(TASK TO CARRY OUT) Please reproduce the lines from the one containing "At what (x,y)" through the end of the data below exactly as they stand, and omit all pictures.

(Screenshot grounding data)
::::::::

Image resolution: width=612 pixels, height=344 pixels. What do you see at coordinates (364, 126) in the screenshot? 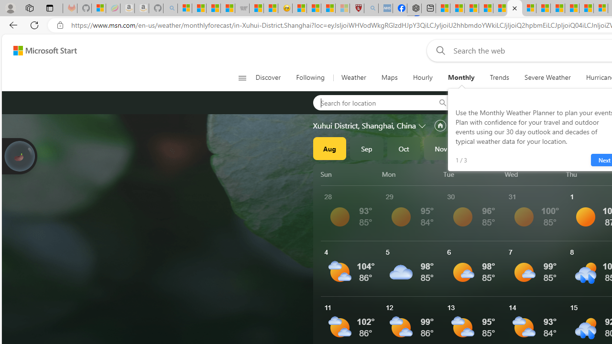
I see `Xuhui District, Shanghai, China` at bounding box center [364, 126].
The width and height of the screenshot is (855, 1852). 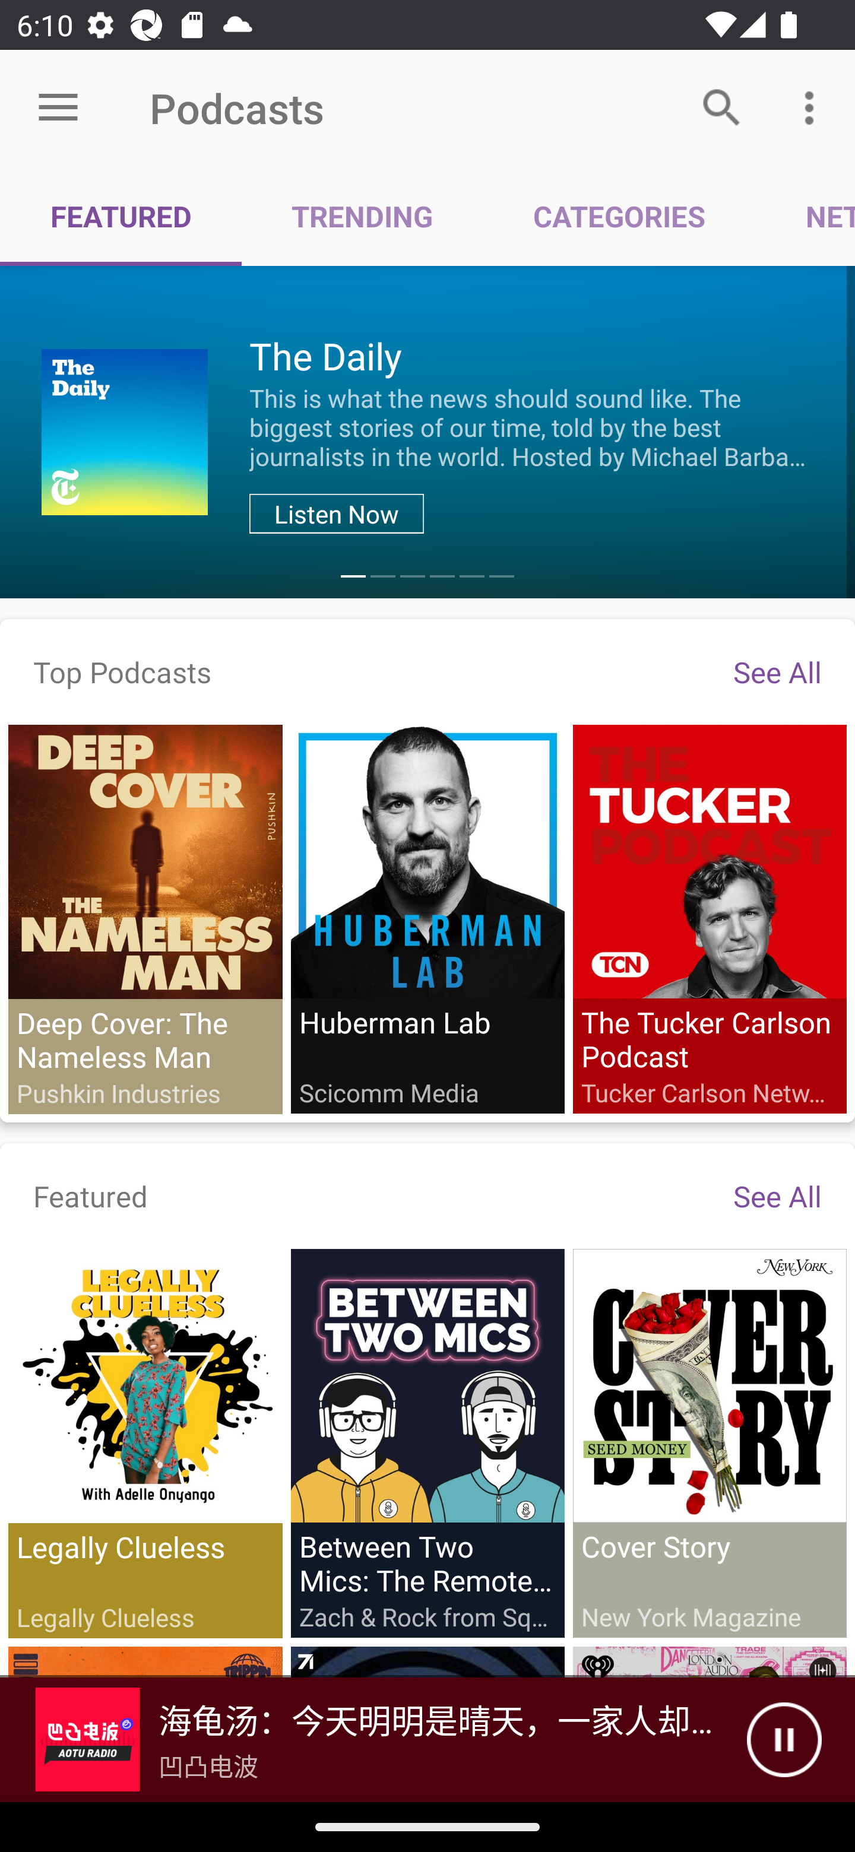 What do you see at coordinates (709, 918) in the screenshot?
I see `The Tucker Carlson Podcast Tucker Carlson Network` at bounding box center [709, 918].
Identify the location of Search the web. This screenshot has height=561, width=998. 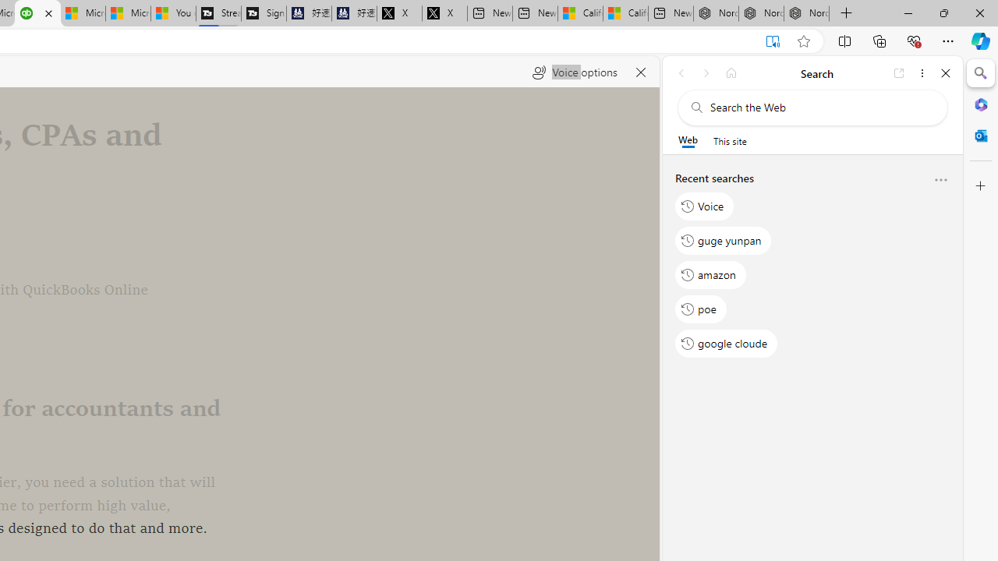
(820, 108).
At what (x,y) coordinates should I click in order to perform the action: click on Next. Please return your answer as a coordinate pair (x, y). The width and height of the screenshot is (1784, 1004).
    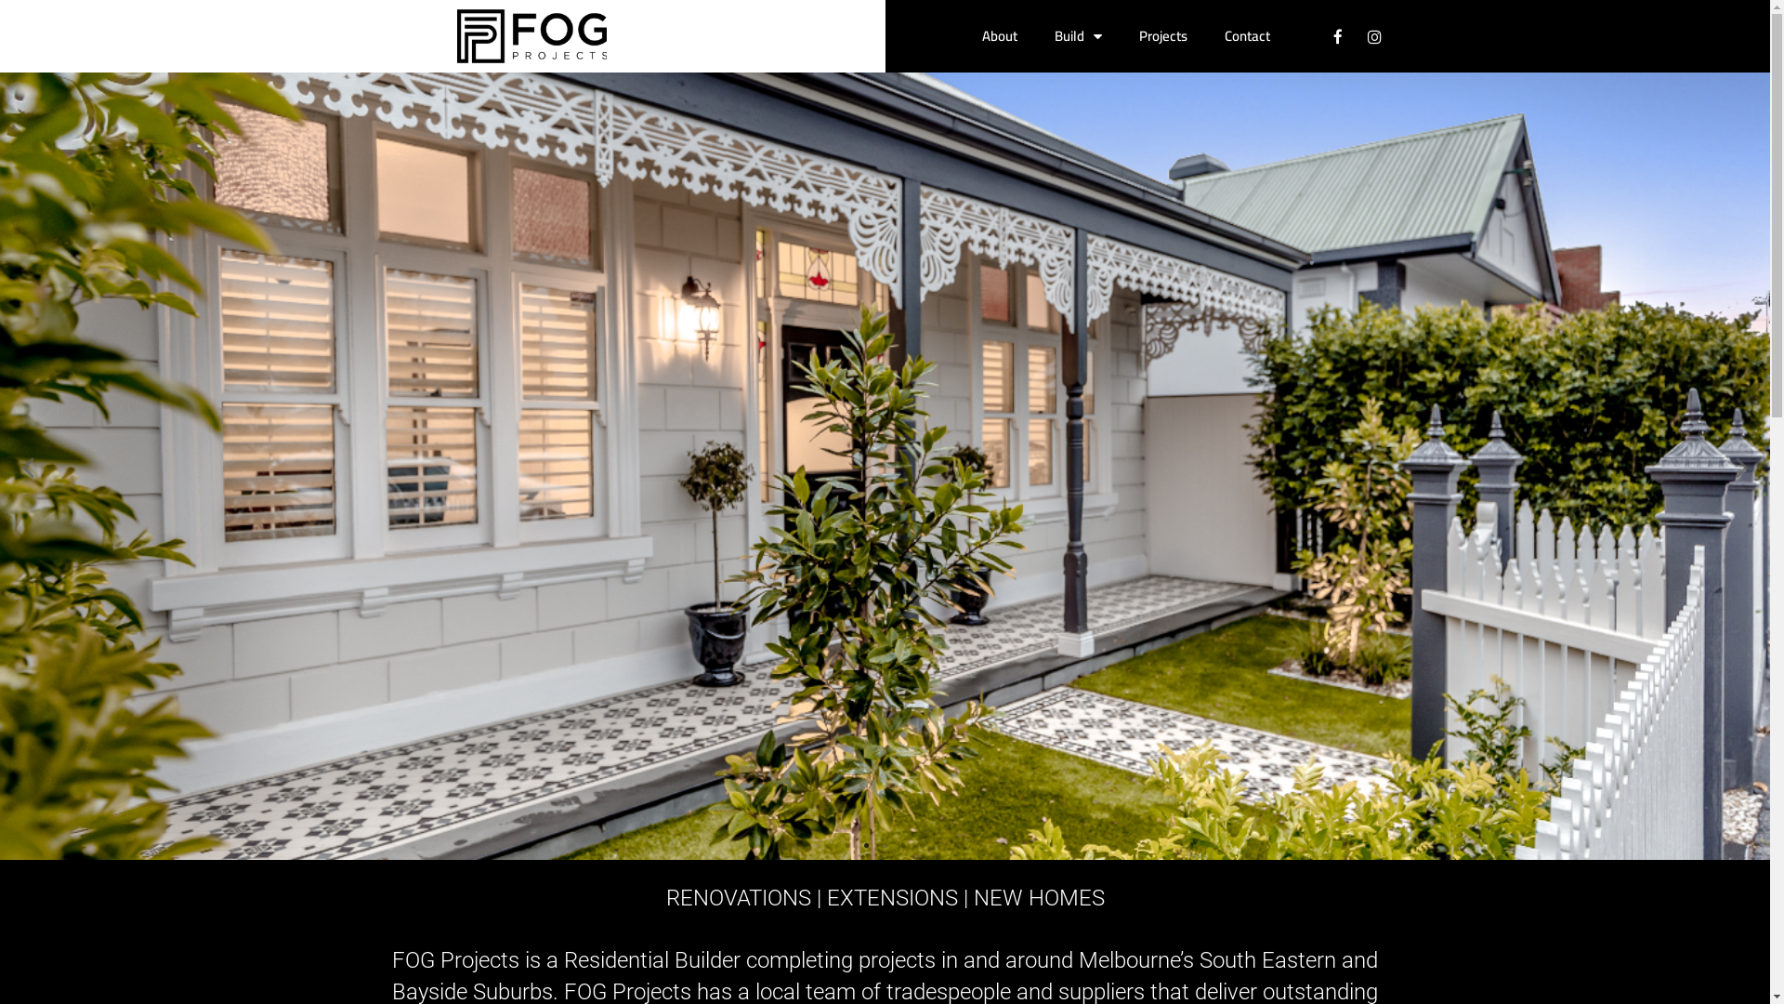
    Looking at the image, I should click on (1742, 466).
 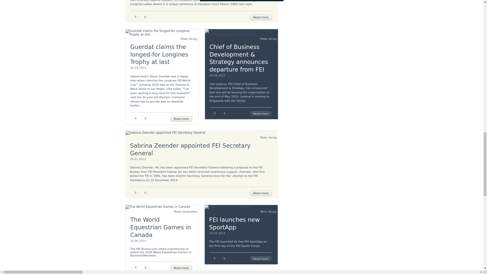 What do you see at coordinates (181, 119) in the screenshot?
I see `Read more` at bounding box center [181, 119].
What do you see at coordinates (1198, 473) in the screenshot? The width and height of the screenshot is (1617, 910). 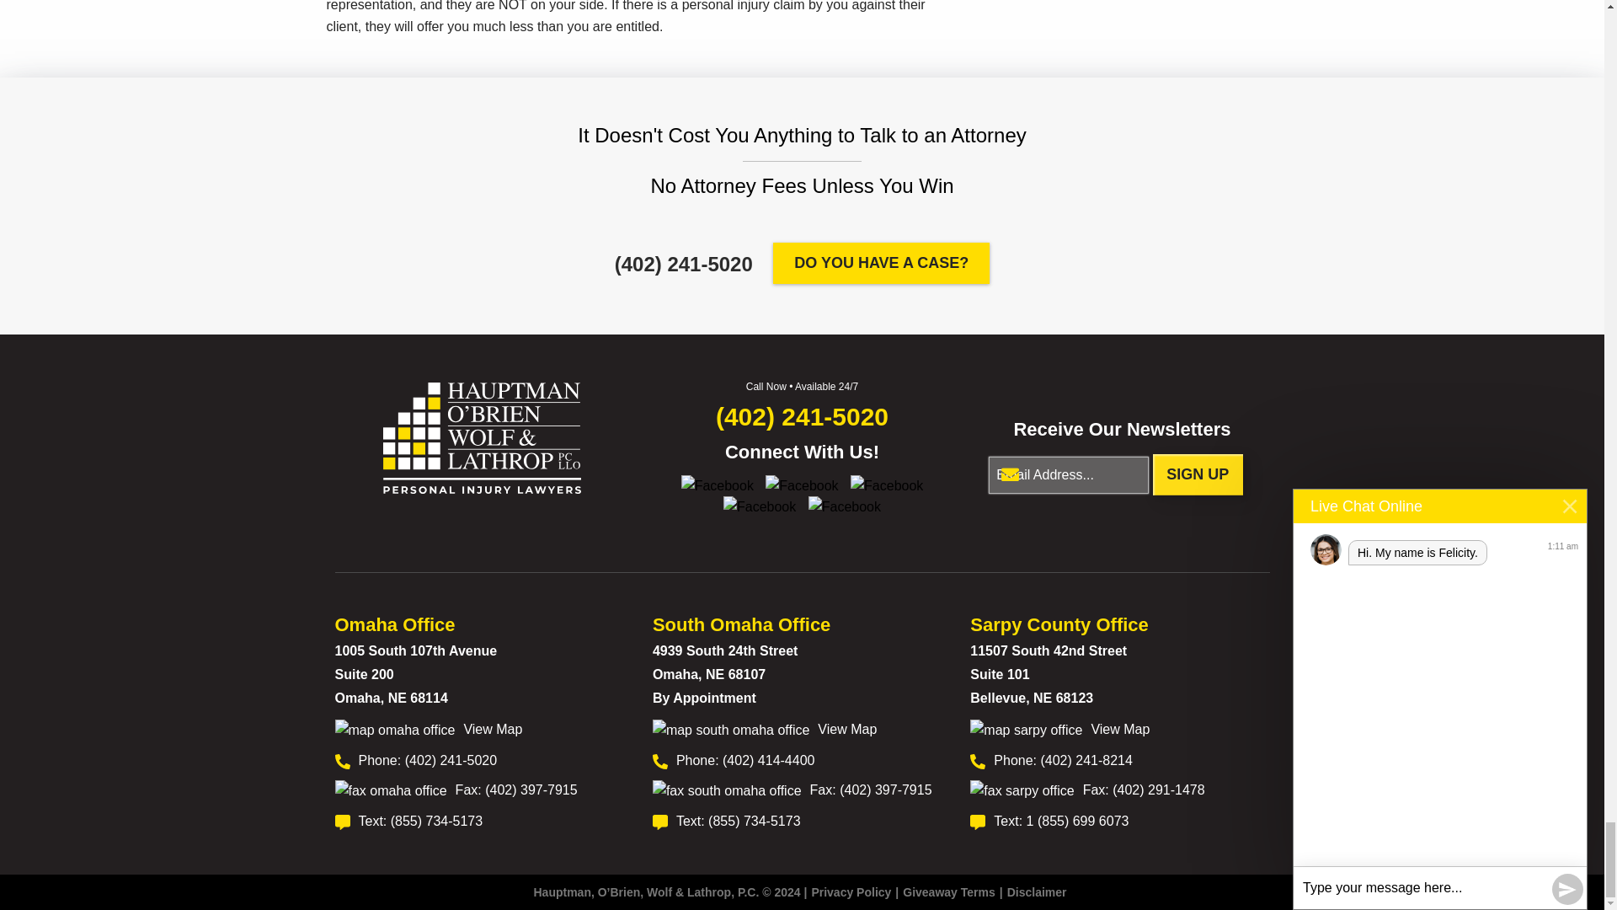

::::::::

(SOLUTION TO THE PROBLEM)
At what (x,y) coordinates should I click in order to perform the action: click on Next. Please return your answer as a coordinate pair (x, y). The width and height of the screenshot is (1784, 1004).
    Looking at the image, I should click on (1742, 466).
  What do you see at coordinates (181, 119) in the screenshot?
I see `Read more` at bounding box center [181, 119].
What do you see at coordinates (1198, 473) in the screenshot? The width and height of the screenshot is (1617, 910). 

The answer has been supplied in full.